Email attachments can get rejected, especially if you don’t know what the upper limit on a file size is for sender or recipient. Uploads and downloads can be arbitrarilyslow.And the clunkiness of the whole process makes it hard to get real work done.

In the bad old days, if you wanted to distribute files that were too hefty for your email to handle, you had few choices. You could buy some web-hosting space and use that to distribute files on the fly to your co-workers and collaborators, you could burn a disc or copy the file to a USB drive and drop that in an envelope, or you could use that fabled legacy transport protocol, Sneakernet.Nowadays, however, there’s a bevy of free services that offer tons of storage and bandwidth.

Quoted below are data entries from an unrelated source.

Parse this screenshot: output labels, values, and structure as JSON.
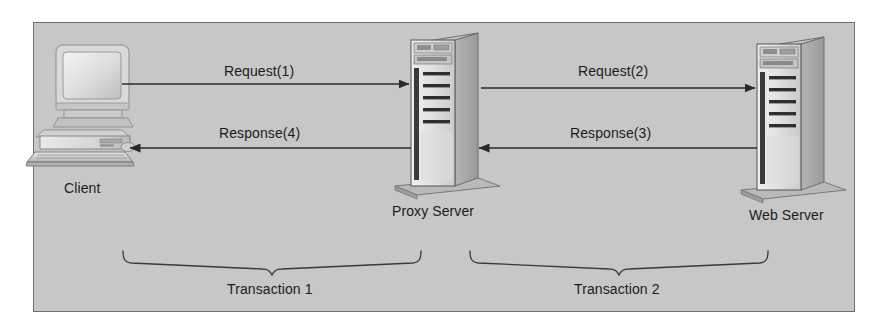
{
  "figure": {
    "panel": {
      "background_color": "#c9c9c9",
      "border_color": "#6f6f6f"
    }
  },
  "nodes": [
    {
      "id": "client",
      "label": "Client",
      "icon": "desktop-computer-icon"
    },
    {
      "id": "proxy-server",
      "label": "Proxy Server",
      "icon": "server-tower-icon"
    },
    {
      "id": "web-server",
      "label": "Web Server",
      "icon": "server-tower-icon"
    }
  ],
  "arrows": [
    {
      "id": "request-1",
      "label": "Request(1)",
      "from": "client",
      "to": "proxy-server",
      "direction": "right"
    },
    {
      "id": "request-2",
      "label": "Request(2)",
      "from": "proxy-server",
      "to": "web-server",
      "direction": "right"
    },
    {
      "id": "response-4",
      "label": "Response(4)",
      "from": "proxy-server",
      "to": "client",
      "direction": "left"
    },
    {
      "id": "response-3",
      "label": "Response(3)",
      "from": "web-server",
      "to": "proxy-server",
      "direction": "left"
    }
  ],
  "brackets": [
    {
      "id": "transaction-1",
      "label": "Transaction 1",
      "spans": "client-to-proxy-server"
    },
    {
      "id": "transaction-2",
      "label": "Transaction 2",
      "spans": "proxy-server-to-web-server"
    }
  ]
}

In this piece, I examine 10 file-hosting services that can be used to distribute files to an audience via links or email. Four are dedicated to sending and hosting large files in a corporate context (MediaFire, RapidShare, ShareFile and YouSendIt), while the other six (Box, Dropbox, Google Drive, Minus, SkyDrive and SugarSync) are more general, personal-use file-storage services that have mass distribution as an adjunct feature.

All of the services in question allow download links to be generated from uploaded files, which makes it easy to distribute them to a mailing list or other group. That said, they’ve all got a different mix of storage capacities, helper apps and quirks.

To check file transfer times for each service, I uploaded a 100MB ZIP file that contained a mixture of PDF documents, JPG images and TIFF images, using a connection with an average 2 megabit/second upload speed.